Evernote announced a new extension to their platform today, Trunk. It's essentially an App Store for Evernote, highlighting applications, hardware and platforms created by third parties which integrate with Evernote in various ways. Trunk offers easy access to new tech for users, as well as a means for third-party developers to capitalize on their work.

Evernote has been a shining example of making good on the "Freemium" business model, where you offer a basic service for free and provide an upgrade path to paid plans (in Evernote's case, a $5 per month Premium plan). It's a very common business model on the 'net, but not everyone manages to turn a profit on it to the extent that Evernote has. The announcement of the Evernote Trunk includes the promise of an App-Store-esque model for developers to make money and share in profits.

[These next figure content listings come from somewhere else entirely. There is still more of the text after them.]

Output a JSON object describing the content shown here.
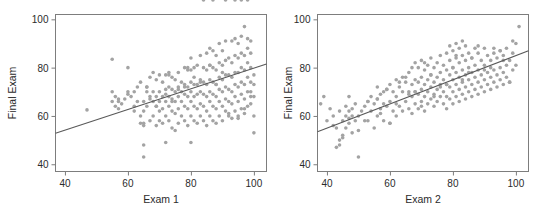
{
  "figure": {
    "background": "#ffffff",
    "point_color": "#a3a3a3",
    "line_color": "#595959",
    "axis_color": "#7d7d7d",
    "text_color": "#2b2b2b"
  },
  "chart_data": [
    {
      "type": "scatter",
      "title": "",
      "xlabel": "Exam 1",
      "ylabel": "Final Exam",
      "xlim": [
        37,
        104
      ],
      "ylim": [
        37,
        102
      ],
      "xticks": [
        40,
        60,
        80,
        100
      ],
      "yticks": [
        40,
        60,
        80,
        100
      ],
      "xticklabels": [
        "40",
        "60",
        "80",
        "100"
      ],
      "yticklabels": [
        "40",
        "60",
        "80",
        "100"
      ],
      "grid": false,
      "legend": "none",
      "fit_line": {
        "x": [
          37,
          104
        ],
        "y": [
          52.8,
          81.5
        ]
      },
      "x": [
        47,
        55,
        55,
        55,
        56,
        56,
        57,
        57,
        58,
        59,
        60,
        60,
        61,
        62,
        62,
        63,
        63,
        64,
        64,
        64,
        65,
        65,
        65,
        65,
        66,
        66,
        66,
        67,
        67,
        67,
        68,
        68,
        68,
        68,
        69,
        69,
        69,
        69,
        70,
        70,
        70,
        70,
        71,
        71,
        71,
        71,
        72,
        72,
        72,
        72,
        72,
        73,
        73,
        73,
        73,
        73,
        74,
        74,
        74,
        74,
        74,
        75,
        75,
        75,
        75,
        75,
        76,
        76,
        76,
        76,
        76,
        77,
        77,
        77,
        77,
        78,
        78,
        78,
        78,
        78,
        79,
        79,
        79,
        79,
        79,
        80,
        80,
        80,
        80,
        80,
        80,
        81,
        81,
        81,
        81,
        81,
        82,
        82,
        82,
        82,
        82,
        83,
        83,
        83,
        83,
        83,
        84,
        84,
        84,
        84,
        84,
        85,
        85,
        85,
        85,
        85,
        85,
        86,
        86,
        86,
        86,
        86,
        86,
        87,
        87,
        87,
        87,
        87,
        87,
        88,
        88,
        88,
        88,
        88,
        88,
        89,
        89,
        89,
        89,
        89,
        89,
        90,
        90,
        90,
        90,
        90,
        90,
        91,
        91,
        91,
        91,
        91,
        91,
        92,
        92,
        92,
        92,
        92,
        93,
        93,
        93,
        93,
        93,
        93,
        94,
        94,
        94,
        94,
        94,
        94,
        95,
        95,
        95,
        95,
        95,
        95,
        96,
        96,
        96,
        96,
        96,
        96,
        97,
        97,
        97,
        97,
        97,
        97,
        98,
        98,
        98,
        98,
        98,
        98,
        99,
        99,
        99,
        99,
        99,
        99,
        100,
        100,
        100,
        100,
        100,
        65,
        65,
        67,
        69,
        73,
        74,
        78,
        80,
        83,
        86,
        88,
        90,
        92,
        95,
        97,
        99,
        57,
        60,
        62,
        66,
        70,
        72,
        76,
        79,
        81,
        84,
        87,
        91,
        94,
        96,
        98
      ],
      "y": [
        62.5,
        83.5,
        70,
        66,
        68,
        64,
        66,
        63,
        65,
        67,
        80,
        69,
        68,
        70,
        62,
        72,
        66,
        60,
        57,
        74,
        43,
        48,
        56,
        66,
        64,
        70,
        72,
        58,
        68,
        76,
        60,
        66,
        70,
        78,
        56,
        64,
        68,
        75,
        58,
        62,
        70,
        77,
        57,
        63,
        68,
        74,
        49,
        60,
        66,
        71,
        77,
        58,
        64,
        68,
        72,
        78,
        55,
        62,
        67,
        71,
        76,
        54,
        61,
        66,
        70,
        75,
        57,
        63,
        68,
        72,
        78,
        60,
        66,
        70,
        74,
        58,
        64,
        69,
        73,
        80,
        56,
        63,
        68,
        72,
        79,
        49,
        60,
        66,
        70,
        74,
        84,
        58,
        64,
        68,
        73,
        80,
        57,
        63,
        69,
        73,
        81,
        60,
        65,
        70,
        75,
        85,
        58,
        64,
        69,
        74,
        80,
        56,
        62,
        68,
        73,
        79,
        86,
        60,
        66,
        70,
        75,
        81,
        88,
        58,
        64,
        69,
        74,
        80,
        87,
        57,
        63,
        68,
        73,
        79,
        85,
        60,
        66,
        71,
        76,
        82,
        90,
        58,
        64,
        70,
        75,
        81,
        87,
        62,
        67,
        72,
        77,
        83,
        91,
        60,
        66,
        71,
        77,
        84,
        59,
        65,
        70,
        76,
        82,
        91,
        62,
        68,
        73,
        78,
        85,
        92,
        60,
        66,
        72,
        78,
        84,
        90,
        63,
        69,
        74,
        80,
        86,
        93,
        61,
        67,
        73,
        79,
        85,
        97,
        64,
        70,
        76,
        82,
        88,
        92,
        68,
        74,
        80,
        86,
        91,
        70,
        73,
        60,
        77,
        68,
        53,
        62,
        57,
        67,
        64,
        77,
        66,
        72,
        79,
        74,
        81,
        73,
        78,
        61,
        59,
        63,
        65,
        67,
        70,
        64,
        72,
        66,
        69,
        71,
        80,
        76
      ]
    },
    {
      "type": "scatter",
      "title": "",
      "xlabel": "Exam 2",
      "ylabel": "Final Exam",
      "xlim": [
        37,
        104
      ],
      "ylim": [
        37,
        102
      ],
      "xticks": [
        40,
        60,
        80,
        100
      ],
      "yticks": [
        40,
        60,
        80,
        100
      ],
      "xticklabels": [
        "40",
        "60",
        "80",
        "100"
      ],
      "yticklabels": [
        "40",
        "60",
        "80",
        "100"
      ],
      "grid": false,
      "legend": "none",
      "fit_line": {
        "x": [
          37,
          104
        ],
        "y": [
          53.5,
          87.0
        ]
      },
      "x": [
        38,
        39,
        40,
        41,
        42,
        43,
        43,
        44,
        44,
        45,
        45,
        46,
        46,
        46,
        47,
        47,
        47,
        48,
        48,
        49,
        49,
        50,
        50,
        51,
        52,
        53,
        53,
        54,
        54,
        55,
        55,
        56,
        56,
        56,
        57,
        57,
        58,
        58,
        58,
        59,
        59,
        60,
        60,
        60,
        61,
        61,
        62,
        62,
        62,
        63,
        63,
        64,
        64,
        64,
        65,
        65,
        66,
        66,
        66,
        67,
        67,
        67,
        67,
        68,
        68,
        68,
        68,
        69,
        69,
        69,
        69,
        70,
        70,
        70,
        70,
        71,
        71,
        71,
        71,
        72,
        72,
        72,
        72,
        73,
        73,
        73,
        73,
        74,
        74,
        74,
        74,
        75,
        75,
        75,
        75,
        76,
        76,
        76,
        76,
        77,
        77,
        77,
        77,
        78,
        78,
        78,
        78,
        78,
        79,
        79,
        79,
        79,
        79,
        80,
        80,
        80,
        80,
        80,
        81,
        81,
        81,
        81,
        81,
        82,
        82,
        82,
        82,
        82,
        83,
        83,
        83,
        83,
        83,
        84,
        84,
        84,
        84,
        84,
        85,
        85,
        85,
        85,
        86,
        86,
        86,
        86,
        87,
        87,
        87,
        87,
        88,
        88,
        88,
        88,
        89,
        89,
        89,
        90,
        90,
        90,
        90,
        91,
        91,
        91,
        92,
        92,
        92,
        93,
        93,
        93,
        94,
        94,
        94,
        95,
        95,
        95,
        96,
        96,
        96,
        97,
        97,
        97,
        98,
        98,
        99,
        99,
        100,
        100,
        101,
        42,
        44,
        47,
        50,
        53,
        57,
        60,
        63,
        66,
        70,
        73,
        76,
        80,
        83,
        86,
        90,
        93,
        96,
        99,
        45,
        48,
        52,
        56,
        59,
        62,
        65,
        68,
        71,
        74,
        78,
        81,
        85,
        88,
        92,
        95,
        98
      ],
      "y": [
        65,
        68,
        58,
        63,
        60,
        47,
        55,
        48,
        62,
        52,
        58,
        55,
        60,
        64,
        57,
        62,
        68,
        53,
        60,
        58,
        65,
        43,
        60,
        62,
        64,
        58,
        66,
        62,
        68,
        55,
        65,
        60,
        67,
        72,
        63,
        69,
        58,
        65,
        70,
        64,
        71,
        57,
        66,
        73,
        62,
        70,
        60,
        68,
        75,
        64,
        72,
        62,
        70,
        76,
        66,
        74,
        63,
        70,
        78,
        61,
        68,
        73,
        80,
        65,
        70,
        75,
        82,
        63,
        69,
        74,
        80,
        66,
        71,
        76,
        83,
        62,
        68,
        73,
        79,
        65,
        70,
        75,
        81,
        67,
        72,
        77,
        84,
        64,
        69,
        74,
        80,
        66,
        71,
        76,
        82,
        68,
        73,
        78,
        85,
        65,
        70,
        75,
        81,
        63,
        68,
        73,
        79,
        86,
        67,
        72,
        77,
        83,
        89,
        65,
        70,
        75,
        80,
        87,
        68,
        73,
        78,
        84,
        90,
        66,
        71,
        76,
        82,
        88,
        69,
        74,
        79,
        85,
        91,
        67,
        72,
        77,
        83,
        89,
        70,
        75,
        80,
        86,
        68,
        73,
        78,
        84,
        71,
        76,
        81,
        88,
        69,
        74,
        79,
        86,
        72,
        77,
        83,
        70,
        75,
        81,
        88,
        73,
        78,
        85,
        71,
        76,
        83,
        74,
        79,
        86,
        72,
        77,
        84,
        75,
        80,
        87,
        73,
        78,
        85,
        76,
        81,
        88,
        74,
        83,
        79,
        86,
        81,
        90,
        97,
        56,
        50,
        59,
        54,
        66,
        61,
        57,
        74,
        69,
        64,
        77,
        72,
        80,
        75,
        84,
        79,
        88,
        83,
        91,
        51,
        63,
        58,
        67,
        71,
        65,
        76,
        70,
        82,
        68,
        73,
        85,
        78,
        89,
        80,
        87,
        74
      ]
    }
  ]
}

Among the developers featured on the Trunk and in today's press conference were Egretlist, Voice2Note, SAP StreamWork and social application Seesmic. The latest version of the Evernote Mac client has a button in the top toolbar for Trunk, where you can see services, mobile and desktop apps and hardware which can be added to Evernote to expand its functionality. Some services are free, some are premium. Voice2Note, for example, adds search to voice notes and the ability to add notes via your phone. 5 transcriptions per month are free, but you pay about $30 a year for unlimited transcriptions plus the ability to tag notes by adding "tag with..." to the end of an audio note.

Social notebooks from the likes of BlackBook and Make Magazine are now available through Trunk as well. Evernote also mentions potential future enhancements such suggestions (similar to SpringPad, I assume) and semantic analysis.

Notable, but not part of any press coverage today, is a change in the tag display of the new Mac client. Selecting View > Show Unassigned Tags will trim the visible tags in the sidebar down to just tags related to the current search or selected note. It's a major improvement to usability and one I'd been hoping would show up for quite some time.

Evernote is a free service which can be upgraded to transfer 500MB per month and store any type of file for $5US per month or $45US per year. The desktop client for Mac is free, and so are the iPhone and iPad versions (the iPad app is especially cool). Take a look, and check out the Trunk to see what functionality you might want to add to Evernote.